Interior Secretary Deb Haaland, the first Indigenous American Cabinet secretary in U.S. history, outlined the next steps she hopes that the federal government will take to investigate the over 500 Native American children who died over a 50-year-period in government-run schools that sought to eliminate Indigenous children’s culture while integrating them into white U.S. society.

Haaland’s department conducted a study into the schools and their victims. As The Hill explains, “At these institutions, Indigenous children had their hair cut and were forbidden from speaking their native languages.”

The schools ripped American Indian, Alaska Native, and Native Hawaiian children from their families.
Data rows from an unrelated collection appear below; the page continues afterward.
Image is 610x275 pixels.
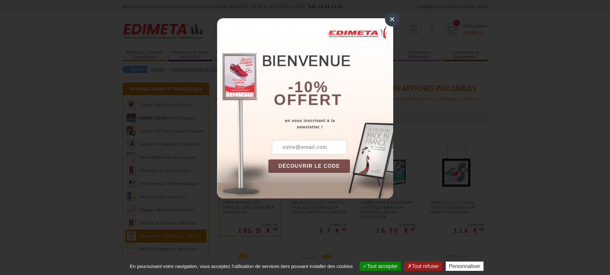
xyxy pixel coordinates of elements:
input: votre@email.com [272,140,347,155]
button: DÉCOUVRIR LE CODE [268,159,350,173]
font: offert [274,91,342,108]
div: × [385,12,400,27]
span: En poursuivant votre navigation, vous acceptez l'utilisation de services tiers pouvant installer ... [126,264,356,269]
b: -10% [288,78,329,95]
div: en vous inscrivant à la newsletter ! [268,118,393,130]
button: Tout accepter [360,262,401,271]
button: Tout refuser [404,262,442,271]
button: Personnaliser (fenêtre modale) [446,262,483,271]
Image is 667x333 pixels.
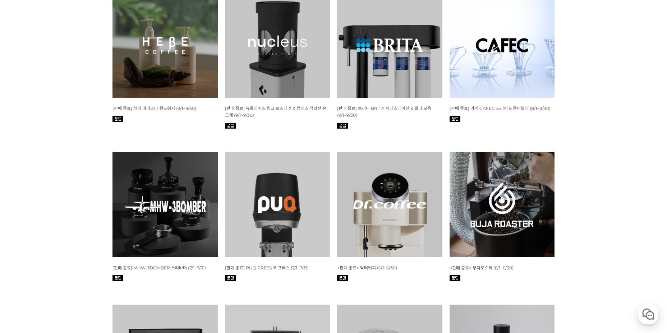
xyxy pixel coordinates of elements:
a: [판매 종료] 뉴클리어스 링크 로스터기 & 컴패스 적외선 온도계 (9/1~9/30) [225,105,326,118]
img: 부자로스터 [450,152,555,257]
img: 7월 머신 월픽 MHW-3BOMBER 쓰리바머 [112,152,218,257]
span: [판매 종료] 카펙 CAFEC 드리퍼 & 종이필터 (8/1~8/30) [450,106,551,111]
img: 품절 [337,275,348,281]
a: [판매 종료] 브리타 BRITA 워터스테이션 & 필터 모음 (9/1~9/30) [337,105,431,118]
img: 7월 머신 월픽 PUQ PRESS 푹 프레스 [225,152,330,257]
a: 홈 [2,228,47,246]
a: 설정 [93,228,138,246]
a: [판매 종료] PUQ PRESS 푹 프레스 (7/1~7/31) [225,265,309,271]
span: [판매 종료] 브리타 BRITA 워터스테이션 & 필터 모음 (9/1~9/30) [337,106,431,118]
span: [판매 종료] 헤베 바리스타 핸드워시 (9/1~9/30) [112,106,196,111]
a: [판매 종료] 헤베 바리스타 핸드워시 (9/1~9/30) [112,105,196,111]
img: 닥터커피 전자동 커피 머신 [337,152,442,257]
img: 품절 [112,116,123,122]
img: 품절 [225,123,236,129]
img: 품절 [112,275,123,281]
img: 품절 [450,116,460,122]
a: <판매 종료> 부자로스터 (6/1~6/30) [450,265,514,271]
img: 품절 [225,275,236,281]
span: 설정 [111,239,120,244]
img: 품절 [337,123,348,129]
span: 홈 [23,239,27,244]
span: [판매 종료] 뉴클리어스 링크 로스터기 & 컴패스 적외선 온도계 (9/1~9/30) [225,106,326,118]
a: [판매 종료] 카펙 CAFEC 드리퍼 & 종이필터 (8/1~8/30) [450,105,551,111]
a: 대화 [47,228,93,246]
a: [판매 종료] MHW-3BOMBER 쓰리바머 (7/1~7/31) [112,265,206,271]
img: 품절 [450,275,460,281]
a: <판매 종료> 닥터커피 (6/1~6/30) [337,265,397,271]
span: 대화 [66,239,74,245]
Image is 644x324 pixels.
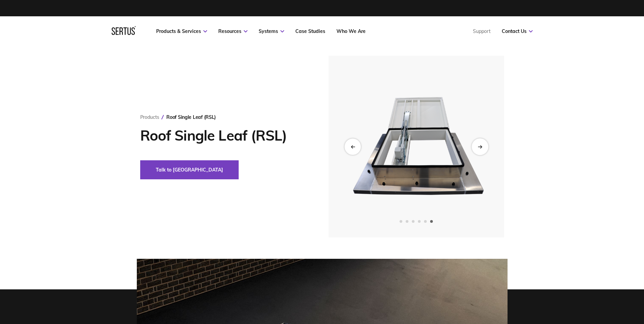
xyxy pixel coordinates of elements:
a: Systems [259,28,284,34]
div: Previous slide [345,139,361,155]
div: Next slide [472,138,488,155]
a: Products [140,114,159,120]
button: Talk to [GEOGRAPHIC_DATA] [140,160,239,179]
span: Go to slide 2 [406,220,408,223]
span: Go to slide 4 [418,220,421,223]
a: Contact Us [502,28,533,34]
a: Products & Services [156,28,207,34]
a: Support [473,28,491,34]
span: Go to slide 5 [424,220,427,223]
a: Who We Are [337,28,366,34]
a: Case Studies [295,28,325,34]
a: Resources [218,28,247,34]
span: Go to slide 3 [412,220,415,223]
h1: Roof Single Leaf (RSL) [140,127,308,144]
iframe: Chat Widget [522,245,644,324]
span: Go to slide 1 [400,220,402,223]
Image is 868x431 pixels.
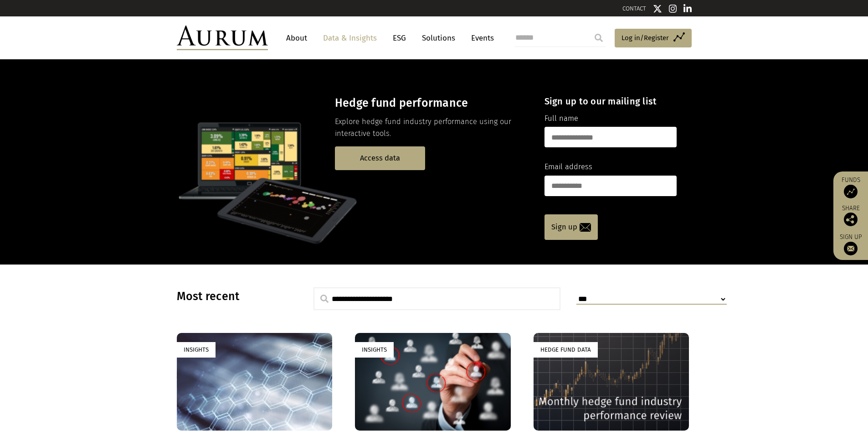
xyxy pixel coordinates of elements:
[844,213,857,226] img: Share this post
[467,29,494,46] a: Events
[838,176,864,199] a: Funds
[838,205,864,226] div: Share
[177,25,268,50] img: Aurum
[335,96,528,110] h3: Hedge fund performance
[838,233,864,256] a: Sign up
[545,214,598,240] a: Sign up
[589,29,608,47] input: Submit
[177,289,291,303] h3: Most recent
[844,185,857,199] img: Access Funds
[653,4,662,13] img: Twitter icon
[669,4,677,13] img: Instagram icon
[622,5,646,12] a: CONTACT
[177,342,215,357] div: Insights
[355,342,394,357] div: Insights
[545,161,592,173] label: Email address
[844,241,857,256] img: Sign up to our newsletter
[418,29,460,46] a: Solutions
[321,295,328,303] img: search.svg
[281,29,312,46] a: About
[615,29,692,48] a: Log in/Register
[580,223,591,232] img: email-icon
[388,29,410,46] a: ESG
[683,4,692,13] img: Linkedin icon
[533,342,598,357] div: Hedge Fund Data
[622,32,669,44] span: Log in/Register
[545,95,676,107] h4: Sign up to our mailing list
[545,112,578,124] label: Full name
[319,29,382,46] a: Data & Insights
[335,116,528,140] p: Explore hedge fund industry performance using our interactive tools.
[335,146,425,170] a: Access data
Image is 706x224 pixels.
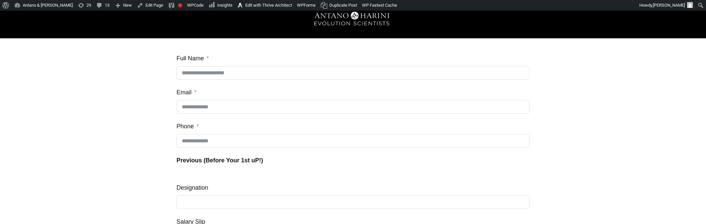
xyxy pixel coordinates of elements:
img: A&H_Ev png [303,7,403,32]
div: Focus keyphrase not set [178,3,182,7]
input: Phone [176,134,529,148]
span: [PERSON_NAME] [653,3,685,8]
label: Designation [176,182,208,194]
label: Full Name [176,52,209,64]
input: Email [176,100,529,114]
input: Designation [176,195,529,209]
strong: Previous (Before Your 1st uP!) [176,157,263,164]
label: Email [176,86,196,98]
label: Phone [176,120,199,132]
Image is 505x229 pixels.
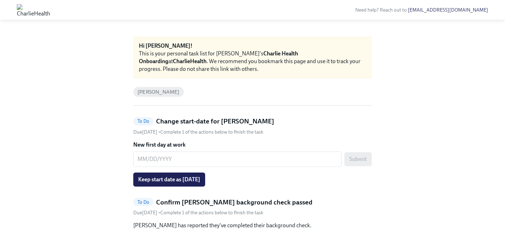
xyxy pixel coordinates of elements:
button: Keep start date as [DATE] [133,172,205,186]
span: Keep start date as [DATE] [138,176,200,183]
div: • Complete 1 of the actions below to finish the task [133,129,263,135]
h5: Confirm [PERSON_NAME] background check passed [156,198,312,207]
span: To Do [133,199,153,205]
span: Thursday, August 14th 2025, 10:00 am [133,210,158,215]
span: Thursday, August 14th 2025, 10:00 am [133,129,158,135]
img: CharlieHealth [17,4,50,15]
a: [EMAIL_ADDRESS][DOMAIN_NAME] [407,7,488,13]
a: To DoChange start-date for [PERSON_NAME]Due[DATE] •Complete 1 of the actions below to finish the ... [133,117,371,135]
h5: Change start-date for [PERSON_NAME] [156,117,274,126]
strong: Hi [PERSON_NAME]! [139,42,192,49]
a: To DoConfirm [PERSON_NAME] background check passedDue[DATE] •Complete 1 of the actions below to f... [133,198,371,216]
div: This is your personal task list for [PERSON_NAME]'s at . We recommend you bookmark this page and ... [139,50,366,73]
strong: CharlieHealth [173,58,206,64]
label: New first day at work [133,141,371,149]
span: Need help? Reach out to [355,7,488,13]
div: • Complete 1 of the actions below to finish the task [133,209,263,216]
span: To Do [133,118,153,124]
span: [PERSON_NAME] [133,89,184,95]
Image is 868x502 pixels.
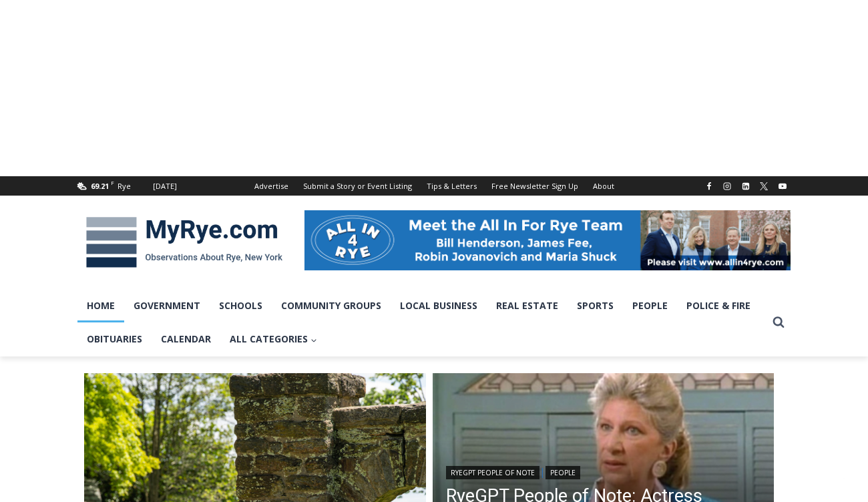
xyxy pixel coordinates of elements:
a: Facebook [701,178,717,194]
a: Instagram [719,178,735,194]
a: Calendar [152,323,221,356]
a: Real Estate [487,289,567,323]
a: Police & Fire [677,289,760,323]
a: Home [78,289,124,323]
a: RyeGPT People of Note [446,466,539,480]
a: YouTube [774,178,790,194]
span: F [111,179,114,187]
span: 69.21 [91,181,109,191]
a: People [623,289,677,323]
a: Government [124,289,210,323]
a: Submit a Story or Event Listing [296,177,419,196]
a: Linkedin [738,178,753,194]
a: Obituaries [78,323,152,356]
a: Tips & Letters [419,177,484,196]
button: View Search Form [766,310,790,335]
div: | [446,464,761,480]
a: Advertise [247,177,296,196]
img: All in for Rye [305,211,790,271]
nav: Secondary Navigation [247,177,621,196]
nav: Primary Navigation [78,289,766,357]
span: All Categories [230,332,317,347]
div: [DATE] [153,180,177,192]
a: All Categories [221,323,327,356]
img: MyRye.com [78,208,291,277]
a: X [756,178,771,194]
a: People [545,466,580,480]
a: About [586,177,621,196]
a: Sports [567,289,623,323]
a: Schools [210,289,272,323]
a: Free Newsletter Sign Up [484,177,586,196]
a: Community Groups [272,289,391,323]
div: Rye [117,180,131,192]
a: Local Business [391,289,487,323]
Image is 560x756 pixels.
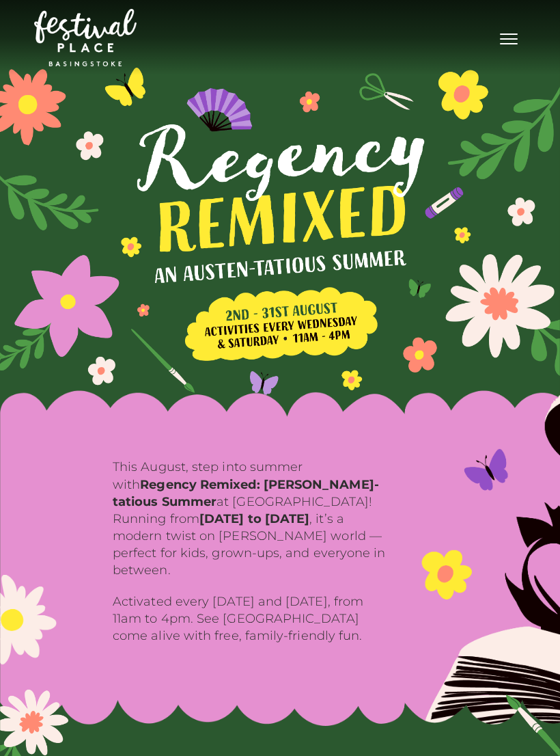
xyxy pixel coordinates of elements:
[112,458,386,579] p: This August, step into summer with at [GEOGRAPHIC_DATA]! Running from , it’s a modern twist on [P...
[200,511,309,526] b: [DATE] to [DATE]
[34,9,137,66] img: Festival Place Logo
[112,593,386,645] p: Activated every [DATE] and [DATE], from 11am to 4pm. See [GEOGRAPHIC_DATA] come alive with free, ...
[492,27,526,47] button: Toggle navigation
[112,477,379,509] b: Regency Remixed: [PERSON_NAME]-tatious Summer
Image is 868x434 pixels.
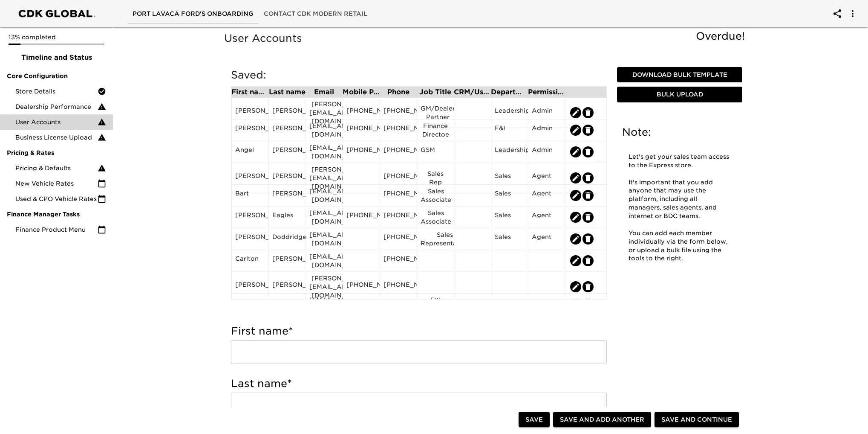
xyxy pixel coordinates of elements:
div: [PERSON_NAME] [235,210,265,224]
button: account of current user [827,3,848,24]
div: F&I [495,124,525,137]
div: Job Title [417,89,454,96]
div: Last name [268,89,306,96]
span: Dealership Performance [16,102,97,111]
div: Leadership [495,106,525,119]
div: Eagles [272,210,302,224]
div: Carlton [235,254,265,267]
span: Download Bulk Template [620,69,739,80]
button: edit [583,281,593,292]
div: Manager [532,298,562,310]
div: Sales [495,232,525,245]
button: edit [583,172,593,184]
div: [EMAIL_ADDRESS][DOMAIN_NAME] [310,209,339,225]
p: You can add each member individually via the form below, or upload a bulk file using the tools to... [628,229,731,263]
p: It's important that you add anyone that may use the platform, including all managers, sales agent... [628,179,731,220]
div: [PHONE_NUMBER] [346,124,376,137]
div: [PERSON_NAME] [272,145,302,158]
div: [PHONE_NUMBER] [384,145,414,158]
span: Save [525,414,543,425]
button: edit [583,298,593,310]
div: [PERSON_NAME] [272,124,302,137]
div: [PERSON_NAME] [272,189,302,202]
div: Sales [495,172,525,184]
button: edit [570,212,582,223]
button: edit [570,107,582,118]
div: Admin [532,106,562,119]
div: [PERSON_NAME][EMAIL_ADDRESS][DOMAIN_NAME] [310,100,339,126]
span: Finance Product Menu [16,225,97,234]
div: [EMAIL_ADDRESS][DOMAIN_NAME] [310,187,339,204]
div: Agent [532,172,562,184]
span: Contact CDK Modern Retail [264,9,368,19]
span: Business License Upload [16,133,97,142]
div: [PERSON_NAME] [272,254,302,267]
button: edit [570,172,582,184]
button: Save and Continue [655,412,739,427]
span: User Accounts [16,118,97,126]
div: Phone [380,89,417,96]
div: Permission Set [528,89,565,96]
button: Bulk Upload [617,87,743,102]
div: [PHONE_NUMBER] [384,254,414,267]
h5: User Accounts [224,32,749,45]
div: [EMAIL_ADDRESS][DOMAIN_NAME] [310,252,339,269]
div: [PHONE_NUMBER] [384,280,414,293]
div: First name [232,89,268,96]
span: Port Lavaca Ford's Onboarding [132,9,253,19]
button: edit [583,255,593,266]
span: Pricing & Rates [7,149,106,157]
div: [EMAIL_ADDRESS][DOMAIN_NAME] [310,143,339,160]
span: Timeline and Status [7,52,106,62]
div: F&I [495,298,525,310]
span: Finance Manager Tasks [7,210,106,219]
div: Agent [532,210,562,224]
h5: First name [231,324,607,338]
span: Core Configuration [7,72,106,80]
span: Used & CPO Vehicle Rates [16,194,97,203]
div: [PHONE_NUMBER] [384,172,414,184]
button: edit [570,190,582,201]
button: edit [583,234,593,244]
button: edit [583,107,593,118]
span: Pricing & Defaults [16,164,97,172]
div: [PERSON_NAME][EMAIL_ADDRESS][DOMAIN_NAME] [310,165,339,190]
div: Email [306,89,343,96]
div: GSM [421,145,451,158]
div: [PHONE_NUMBER] [346,106,376,119]
div: [PERSON_NAME] [272,172,302,184]
p: 13% completed [9,33,104,41]
div: [PHONE_NUMBER] [346,145,376,158]
div: Department [491,89,528,96]
span: Store Details [16,87,97,96]
div: Sales Representative [421,230,451,247]
button: Save and Add Another [553,412,651,427]
div: Le [272,298,302,310]
button: edit [570,298,582,310]
button: edit [583,190,593,201]
div: Sales Associate [421,187,451,204]
span: Bulk Upload [620,89,739,100]
div: Finance Directoe [421,122,451,139]
div: [PERSON_NAME] [235,232,265,245]
div: [PHONE_NUMBER] [384,210,414,224]
div: [PHONE_NUMBER] [384,298,414,310]
div: Doddridge [272,232,302,245]
div: [PERSON_NAME] [235,298,265,310]
button: Download Bulk Template [617,67,743,83]
div: [PHONE_NUMBER] [384,189,414,202]
button: account of current user [842,3,863,24]
div: Angel [235,145,265,158]
div: [PERSON_NAME] [272,106,302,119]
div: [PERSON_NAME] [235,106,265,119]
p: Let's get your sales team access to the Express store. [628,153,731,170]
div: CRM/User ID [454,89,491,96]
div: Agent [532,232,562,245]
button: edit [583,146,593,157]
button: edit [570,234,582,244]
div: Sales Rep [421,169,451,186]
span: Save and Add Another [560,414,645,425]
div: Agent [532,189,562,202]
div: [PHONE_NUMBER] [384,124,414,137]
div: Bart [235,189,265,202]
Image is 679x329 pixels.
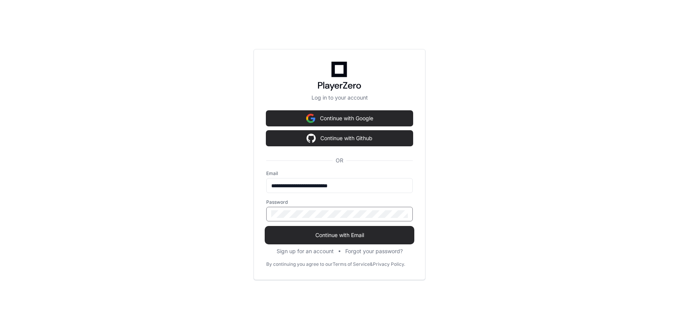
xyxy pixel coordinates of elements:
div: & [370,261,373,268]
button: Continue with Email [266,228,413,243]
button: Continue with Github [266,131,413,146]
a: Terms of Service [332,261,370,268]
button: Forgot your password? [345,248,403,255]
img: Sign in with google [306,131,316,146]
img: Sign in with google [306,111,315,126]
button: Sign up for an account [276,248,334,255]
span: Continue with Email [266,232,413,239]
button: Continue with Google [266,111,413,126]
label: Password [266,199,413,206]
p: Log in to your account [266,94,413,102]
span: OR [332,157,346,164]
label: Email [266,171,413,177]
div: By continuing you agree to our [266,261,332,268]
a: Privacy Policy. [373,261,405,268]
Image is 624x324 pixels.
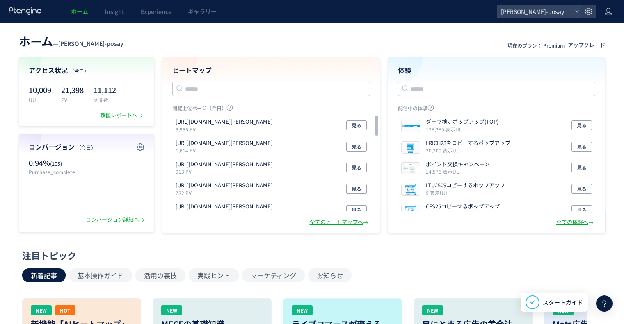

Sex, physical, and psychological abuse also occurred at the schools.

At the hearing, Haaland encouraged the Senate to pass S.B. 2907, which would establish a Truth and Healing Commission to learn more about the schools. The commission would also make recommendations for identifying which tribal areas had the most children taken from them, for protecting unmarked graves of the children who died in the schools, and for ensuring that such abuses won’t occur again in the future.

Haaland emphasized that the bill seeks to serve the families most harmed by the schools. She also said that she wasn’t sure about the funding that would be most needed to achieve the bill’s goals.

However, she also said that the bill had already passed out of the Senate committee and seemed to have some Republican support as it prepares for a possible vote. She wants to have the bill passed without additional amendments added that could impair its passage.